The first time I ever saw a Wal-Mart I was a grad student getting my MBA down in Tallahassee, FL. One opened up down the road from my apartment and I was immediately taken by the big bright stores with lots of stuff and what seemed to be pretty low prices. In class I learned the secrets to Wal-Mart’s success in its niche of “Always low prices”. It demanded efficiencies from its suppliers. It became fanatical about using information technology to optimize its sourcing and distribution channels. It paid its employees the community average or sometimes slightly more, but never significantly so. And of course the company benefited tremendously from scale. At the end of the day Wal-Mart became a spectacular success because it provided the goods people wanted at the lowest prices possible.
Thus began a two decade long love affair with Wal-Mart. For most of the last twenty years I’ve spent most of my shopping dollars, particularly food, but other items as well, at Wal-Mart. It helped that, as I hate to shop, I could go there and get pretty much everything I needed in one place, from apple juice to socks to those little trees you put in your car to make it smell good.
I remember around 2003 when a friend of mine got married in Key West. I went to Wal-Mart and purchased a pair of those mesh shoes with the rubber sole that you could wear in the ocean. They cost about $7.95. I remember how amazed I was that they could manufacture that pair of shoes in China, label them, ship them across the ocean, transport them to my store where people would receive them, inventory them, display them and eventually charge me for them, and do so at a profit! Even if they paid their workers in China a penny a day I still didn’t see how they could do all of those things and still make a profit.
When my love affair with Wal-Mart began the company had 1,500 stores mostly serving rural communities across the country and generated about $25 billion a year in sales. Today they have 10,000 stores around the world and generate half a trillion dollars in revenue annually.
Like it or not, Wal-Mart has changed the face of American retail. By using the best of the free market the company has saved Americans hundreds of billions of dollars over its lifetime, savings that they might have used to can use to provide more food to their children, to give to charity to buy their kid a computer for college, or just buy another flat screen TV. By any definition Wal-Mart is an American success story.
Unfortunately however, my love affair with Wal-Mart is fading… and fast. The first injury to the relationship was when the company supported ObamaCare in an effort to increase pressure on its smaller competitors. The second was when they supported the taxing of online sales. Since those two events I’ve reduced the money I spend in Wal-Mart by well over 50%. Now I’m beginning to wonder if I need to redirect most of what’s left. According to Bloomberg, the company is considering supporting the Obama administration’s move to raise the minimum wage. While Wal-Mart knows that it would incur higher wage costs, it also knows that because of its size and efficiency it can better weather the increase than most of its competitors.
And that’s the problem. If Wal-Mart wants to raise the wages of its employees, it has every right to do so and most people would applaud it in the process. Indeed that is the route the Gap and Costco have chosen. But alas, that is not the route Wal-Mart seems to be taking. (They supported an increase back in 2007 as well.) Instead the company is seeking to use to use the power of government to tilt the marketplace in its favor. It wants to use the government to force higher costs on its smaller, less efficient competitors. Essentially it wants the government to put its competitors at a competitive disadvantage.
This is the worst of capitalism – crony capitalism – when businesses use government to harm competitors or keep them at bay. Whether it’s Obamacare or a minimum wage increase or restaurants seeking to keep food trucks off the streets, it’s not only the competitors who lose, it’s the consumers and the market itself. Had Sears or K-Mart used the power of government to strangle baby Wal-Mart in its crib the company would not today be the largest retailer in the world. If AT&T had succeed in defending its government sanctioned monopoly and keeping MCI and other startup telephone companies at bay for another 100 years do you think we’d have iPhones, Netflix, or fixed price wireless plans? No. Of course not. The marketplace survives and thrives the less government intervenes. Wal-Mart of all companies should understand this.
By getting into bed with government Wal-Mart is repudiating the very thing that allowed it to prosper in the first place – the free market. Now that the company has used that free market to become the 800 lb gorilla in the retail marketplace it has repeatedly sought to harness the power of government to keep potential rivals from enjoying the same opportunity. Crony capitalism is the most despicable form of capitalism because it hides behind the mask of free markets. Thankfully however crony capitalism usually fails because the propped up company often becomes fat and lazy and forgets how to compete. If Wal-Mart wants to betray free markets, so be it, I just hope it’s not too long before the markets decide to strike back.
It is a shame we had to lose K-mart because of these tactics!!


■ TASK DETAILS: Below are the records. State how many of their lines hold the word "Image", and add nothing else.
------ MATERIAL PROVIDED
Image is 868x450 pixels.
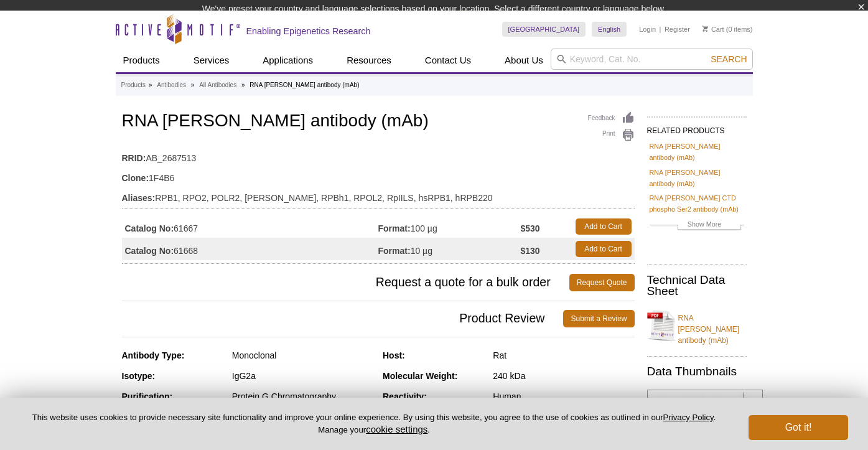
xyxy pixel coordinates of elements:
[122,215,378,238] td: 61667
[232,391,373,403] div: Protein G Chromatography
[122,351,185,361] strong: Antibody Type:
[232,371,373,382] div: IgG2a
[502,22,586,37] a: [GEOGRAPHIC_DATA]
[663,413,713,422] a: Privacy Policy
[710,54,746,65] span: Search
[20,412,727,436] p: This website uses cookies to provide necessary site functionality and improve your online experie...
[647,366,746,377] h2: Data Thumbnails
[122,145,634,165] td: AB_2687513
[125,246,174,256] strong: Catalog No:
[588,128,634,142] a: Print
[122,274,569,291] span: Request a quote for a bulk order
[492,391,634,403] div: Human
[148,82,152,89] li: »
[563,310,634,327] a: Submit a Review
[647,305,746,346] a: RNA [PERSON_NAME] antibody (mAb)
[246,26,370,37] h2: Enabling Epigenetics Research
[659,22,661,37] li: |
[497,48,550,72] a: About Us
[665,25,689,33] a: Register
[550,48,752,70] input: Keyword, Cat. No.
[249,82,359,89] li: RNA [PERSON_NAME] antibody (mAb)
[647,389,762,443] img: RNA pol II antibody (mAb) tested by ChIP-Seq.
[649,141,744,163] a: RNA [PERSON_NAME] antibody (mAb)
[122,173,149,183] strong: Clone:
[575,218,631,235] a: Add to Cart
[378,223,411,234] strong: Format:
[649,193,744,215] a: RNA [PERSON_NAME] CTD phospho Ser2 antibody (mAb)
[191,82,195,89] li: »
[520,223,540,234] strong: $530
[575,241,631,257] a: Add to Cart
[707,54,750,65] button: Search
[199,80,236,91] a: All Antibodies
[186,48,237,72] a: Services
[748,415,848,440] button: Got it!
[116,48,167,72] a: Products
[157,80,186,91] a: Antibodies
[122,310,564,327] span: Product Review
[232,350,373,361] div: Monoclonal
[122,165,634,185] td: 1F4B6
[241,82,245,89] li: »
[461,9,495,39] img: Change Here
[122,193,155,204] strong: Aliases:
[383,392,427,402] strong: Reactivity:
[122,392,173,402] strong: Purification:
[383,351,405,361] strong: Host:
[418,48,478,72] a: Contact Us
[702,25,724,33] a: Cart
[520,246,540,256] strong: $130
[255,48,321,72] a: Applications
[647,274,746,297] h2: Technical Data Sheet
[378,246,411,256] strong: Format:
[588,111,634,125] a: Feedback
[383,371,457,381] strong: Molecular Weight:
[121,80,145,91] a: Products
[122,371,155,381] strong: Isotype:
[569,274,634,291] a: Request Quote
[366,424,427,434] button: cookie settings
[492,371,634,382] div: 240 kDa
[122,152,146,164] strong: RRID:
[122,111,634,133] h1: RNA [PERSON_NAME] antibody (mAb)
[125,223,174,234] strong: Catalog No:
[639,25,655,33] a: Login
[378,215,521,238] td: 100 µg
[492,350,634,361] div: Rat
[339,48,399,72] a: Resources
[702,22,752,37] li: (0 items)
[649,167,744,190] a: RNA [PERSON_NAME] antibody (mAb)
[649,218,744,233] a: Show More
[378,238,521,260] td: 10 µg
[122,185,634,205] td: RPB1, RPO2, POLR2, [PERSON_NAME], RPBh1, RPOL2, RpIILS, hsRPB1, hRPB220
[592,22,627,37] a: English
[122,238,378,260] td: 61668
[702,26,708,32] img: Your Cart
[647,117,746,139] h2: RELATED PRODUCTS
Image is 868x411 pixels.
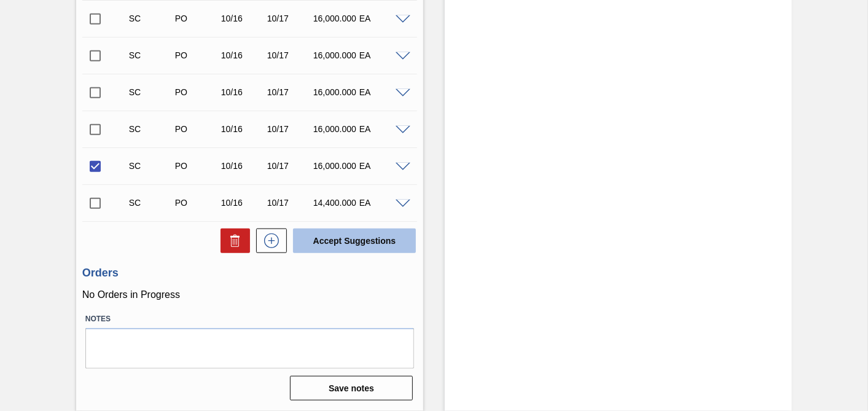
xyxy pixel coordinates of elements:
[264,124,314,134] div: 10/17/2025
[86,310,414,328] label: Notes
[357,14,406,23] div: EA
[357,198,406,207] div: EA
[264,88,314,97] div: 10/17/2025
[218,14,268,23] div: 10/16/2025
[126,161,176,170] div: Suggestion Created
[310,14,360,23] div: 16,000.000
[126,88,176,97] div: Suggestion Created
[126,124,176,134] div: Suggestion Created
[82,289,417,300] p: No Orders in Progress
[310,88,360,97] div: 16,000.000
[126,14,176,23] div: Suggestion Created
[264,51,314,60] div: 10/17/2025
[172,14,222,23] div: Purchase order
[357,88,406,97] div: EA
[250,228,287,253] div: New suggestion
[172,88,222,97] div: Purchase order
[82,266,417,279] h3: Orders
[215,228,250,253] div: Delete Suggestions
[172,198,222,207] div: Purchase order
[264,14,314,23] div: 10/17/2025
[172,51,222,60] div: Purchase order
[293,228,416,253] button: Accept Suggestions
[264,161,314,170] div: 10/17/2025
[172,124,222,134] div: Purchase order
[218,88,268,97] div: 10/16/2025
[218,51,268,60] div: 10/16/2025
[310,124,360,134] div: 16,000.000
[218,161,268,170] div: 10/16/2025
[357,161,406,170] div: EA
[218,198,268,207] div: 10/16/2025
[310,161,360,170] div: 16,000.000
[290,376,413,401] button: Save notes
[357,51,406,60] div: EA
[172,161,222,170] div: Purchase order
[264,198,314,207] div: 10/17/2025
[357,124,406,134] div: EA
[287,228,417,254] div: Accept Suggestions
[218,124,268,134] div: 10/16/2025
[310,51,360,60] div: 16,000.000
[310,198,360,207] div: 14,400.000
[126,198,176,207] div: Suggestion Created
[126,51,176,60] div: Suggestion Created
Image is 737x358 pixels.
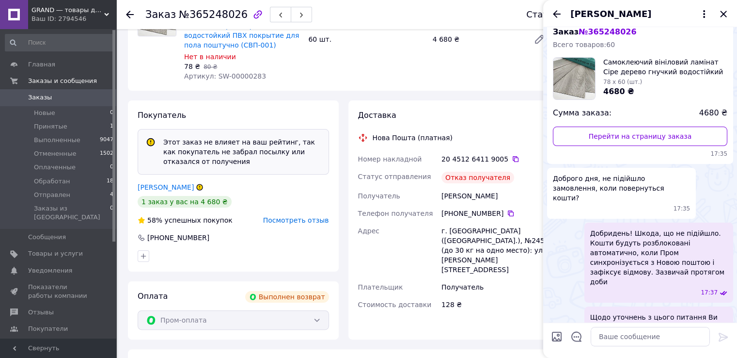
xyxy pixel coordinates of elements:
span: Обработан [34,177,70,186]
div: успешных покупок [138,215,233,225]
span: Покупатель [138,111,186,120]
div: Статус заказа [527,10,592,19]
span: Заказы из [GEOGRAPHIC_DATA] [34,204,110,222]
a: Самоклеющийся виниловый ламинат Серое дерево гибкий водостойкий ПВХ покрытие для пола поштучно (С... [184,12,299,49]
span: Товары и услуги [28,249,83,258]
span: Всего товаров: 60 [553,41,615,48]
img: 2963351258_w160_h160_samokleyuchij-vinilovij-laminat.jpg [554,58,595,99]
div: 4 680 ₴ [429,32,526,46]
span: Адрес [358,227,380,235]
span: 4 [110,191,113,199]
span: Посмотреть отзыв [263,216,329,224]
span: Оплаченные [34,163,76,172]
a: [PERSON_NAME] [138,183,194,191]
div: [PHONE_NUMBER] [146,233,210,242]
a: Редактировать [530,30,549,49]
span: №365248026 [179,9,248,20]
span: Выполненные [34,136,80,144]
span: 0 [110,204,113,222]
span: Самоклеючий вініловий ламінат Сіре дерево гнучкий водостійкий ПВХ покриття для підлоги поштучно (... [604,57,728,77]
div: Вернуться назад [126,10,134,19]
span: Плательщик [358,283,403,291]
span: Номер накладной [358,155,422,163]
div: Ваш ID: 2794546 [32,15,116,23]
span: 9047 [100,136,113,144]
span: 78 ₴ [184,63,200,70]
span: Оплата [138,291,168,301]
span: Отмененные [34,149,76,158]
div: Выполнен возврат [245,291,329,303]
a: Перейти на страницу заказа [553,127,728,146]
span: Заказы [28,93,52,102]
span: GRAND ― товары для дома (наклейки, 3Д-панели, кухонные фартуки) [32,6,104,15]
span: Отзывы [28,308,54,317]
span: Уведомления [28,266,72,275]
div: [PERSON_NAME] [440,187,551,205]
span: 17:35 07.10.2025 [674,205,691,213]
button: Открыть шаблоны ответов [571,330,583,343]
button: Назад [551,8,563,20]
span: Нет в наличии [184,53,236,61]
span: 1502 [100,149,113,158]
span: 0 [110,109,113,117]
span: № 365248026 [579,27,637,36]
div: Отказ получателя [442,172,514,183]
span: Показатели работы компании [28,283,90,300]
span: Главная [28,60,55,69]
span: Доставка [358,111,397,120]
div: г. [GEOGRAPHIC_DATA] ([GEOGRAPHIC_DATA].), №245 (до 30 кг на одно место): ул. [PERSON_NAME][STREE... [440,222,551,278]
div: 20 4512 6411 9005 [442,154,549,164]
div: [PHONE_NUMBER] [442,208,549,218]
span: Заказы и сообщения [28,77,97,85]
span: Сумма заказа: [553,108,612,119]
div: 60 шт. [305,32,429,46]
div: Получатель [440,278,551,296]
div: 1 заказ у вас на 4 680 ₴ [138,196,232,208]
span: Получатель [358,192,401,200]
div: 128 ₴ [440,296,551,313]
span: Артикул: SW-00000283 [184,72,266,80]
span: Заказ [145,9,176,20]
div: Нова Пошта (платная) [370,133,455,143]
span: [PERSON_NAME] [571,8,652,20]
button: [PERSON_NAME] [571,8,710,20]
span: Заказ [553,27,637,36]
span: 18 [107,177,113,186]
span: 80 ₴ [204,64,217,70]
span: Статус отправления [358,173,432,180]
span: Покупатели [28,324,68,333]
input: Поиск [5,34,114,51]
span: 58% [147,216,162,224]
span: 78 x 60 (шт.) [604,79,642,85]
span: Сообщения [28,233,66,241]
span: 17:37 07.10.2025 [701,288,718,297]
span: Добридень! Шкода, що не підійшло. Кошти будуть розблоковані автоматично, коли Пром синхронізуєтьс... [591,228,728,287]
span: Стоимость доставки [358,301,432,308]
span: Щодо уточнень з цього питання Ви можете звертатись до Прому - [EMAIL_ADDRESS][DOMAIN_NAME]. [591,312,728,341]
span: 0 [110,163,113,172]
span: Отправлен [34,191,70,199]
span: Доброго дня, не підійшло замовлення, коли повернуться кошти? [553,174,690,203]
span: 4680 ₴ [604,87,635,96]
span: Телефон получателя [358,209,433,217]
div: Этот заказ не влияет на ваш рейтинг, так как покупатель не забрал посылку или отказался от получения [160,137,325,166]
span: 4680 ₴ [700,108,728,119]
button: Закрыть [718,8,730,20]
span: Новые [34,109,55,117]
span: 1 [110,122,113,131]
span: Принятые [34,122,67,131]
span: 17:35 07.10.2025 [553,150,728,158]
------------
■ TASK RESULT: 3